Hamilton Lane has raised more than $70 million for a separately managed account that will invest in US and European large-cap buyout funds.
The firm worked in partnership with fundraising and advisory firm Scala Fund Advisory, an independent partnership within the CapMan Group, to raise the capital from nine Finnish institutions and family offices.
Through discussions with investors Scala identified interest among Finnish institutions for investments in leading US and European large buyout funds, according to a joint statement.
“There are more and more new investors [entering] the asset class because it’s difficult to get predictable returns from the other asset classes,” Scala managing partner Jerome Bouix told Private Equity International, adding that these new investors rarely have access to leading large buyout funds, typically because they are not large enough.
“We identified the interest and then we started looking for ideal partners, and we were happy to find Hamilton Lane interested in this. And then together we got the investors over the line.”
The vehicle, which is domiciled in Luxembourg, will have a 30 percent allocation to secondaries, primarily to “mitigate the J-curve and get off to a strong start, but also to increase diversification across managers and geographies,” David Planvig, director of business development for the Nordic region at Hamilton Lane, told PEI.
The remainder will be invested into funds above $1 billion or €1 billion. Planvig said the expectation is for 75 percent of the fund to be allocated to North America with the remainder in Western Europe, but there is flexibility on this.
The fund has a two-year investment period and will look to commit to four to six funds per annum, Planvig said. The vehicle will not be making co-investments or direct investments.
Scala and Hamilton Lane have already begun preparations for the next club mandate, Bouix said.
“Many investors didn’t have time to join this club, so we then promised to get back after summer with another concrete proposal that would allow them to do something similar,” he said.
Planvig added that, given the two-year investment period and the intention to begin fundraising for the follow-up vehicle in the second half of 2017, “it’s very unlikely that Fund I investors will be able to invest into Fund II”. The second vehicle is expected to be a similar size to the first, he said.
Fund II is also expected to be made up of Finnish investors, Bouix said.
Planvig said that, while the majority of Hamilton Lane’s business is running tailor-made mandates for specific clients, “where this mandate does stand apart is that it’s a collection of investors instead of just one institution behind the mandate.”
“It’s a bit more complex in the sense that we have to adjust and adhere to the investment demands of nine investors instead of just one,” he said, later adding that “on the structuring side it’s been quite complex getting nine different investors into the same vehicle, given all the different compliance metrics and so on.”

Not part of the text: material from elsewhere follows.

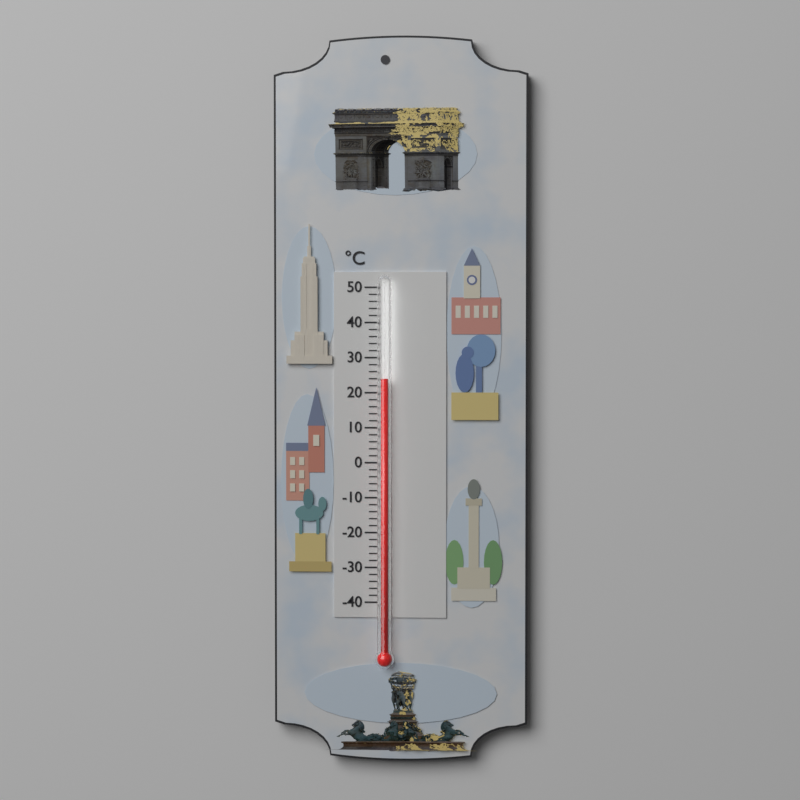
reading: 24 °C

Planvig stressed that, although it has multiple LPs, the vehicle is not a typical fund of funds.
“One of the attractive things here is that there is a small LP base and that we are able to adjust the strategy as we go forward, so it’s not your average fund of funds blind pool,” he said.

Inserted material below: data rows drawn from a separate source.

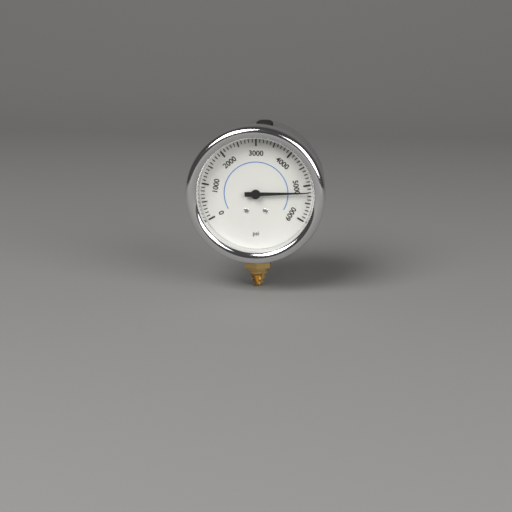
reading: 5200 psi
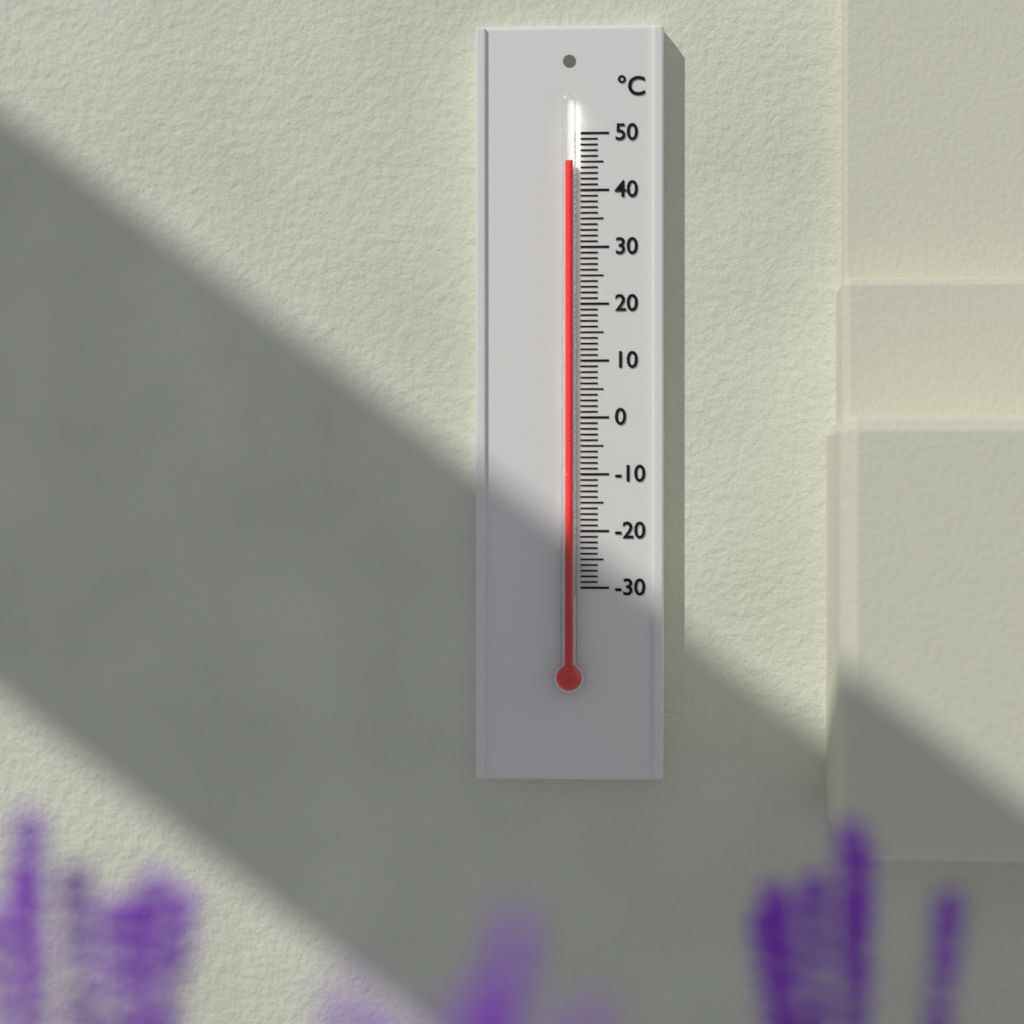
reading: 45 °C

“A very important aspect for the investors into the club fund is the fact that they’re able to work closely with our team at Hamilton Lane and also get a much better understanding of private equity than they would have investing into an average fund of funds structure.”

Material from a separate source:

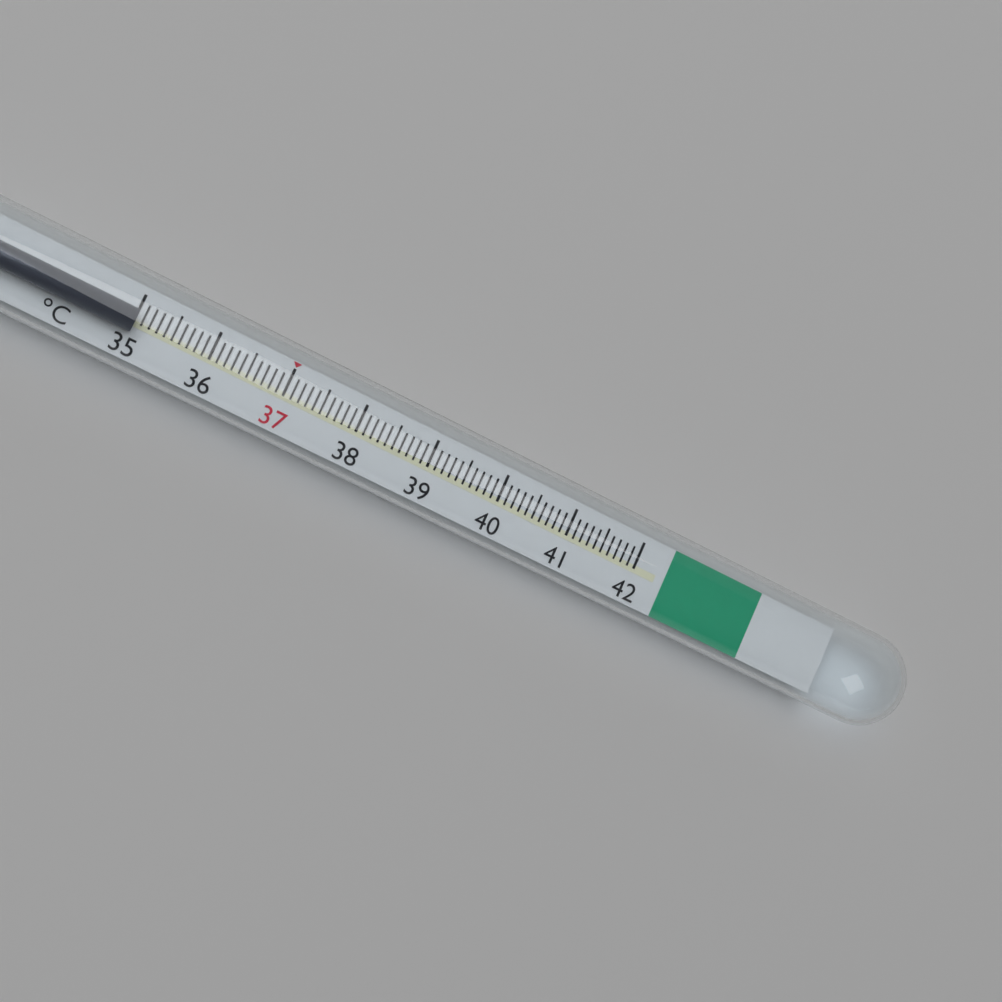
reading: 35.0 °C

The vehicle will have dedicated relationship management resources, and the intention is to have “semi-annual investor meetings where we get all the investors into the same room where we discuss the pipeline, the market, and some of the new investments in order to make it much more interactive and facilitate that knowledge transfer to the investors.”
Planvig said he anticipates seeing more of these types of mandates with small groups of LPs teaming up, given the challenges for first-time private equity investors both of getting access to top-quartile managers and the trend toward increasing fund sizes.
“The trick is to align investors and find investors that have a commonality in terms of what investment exposure they would like.”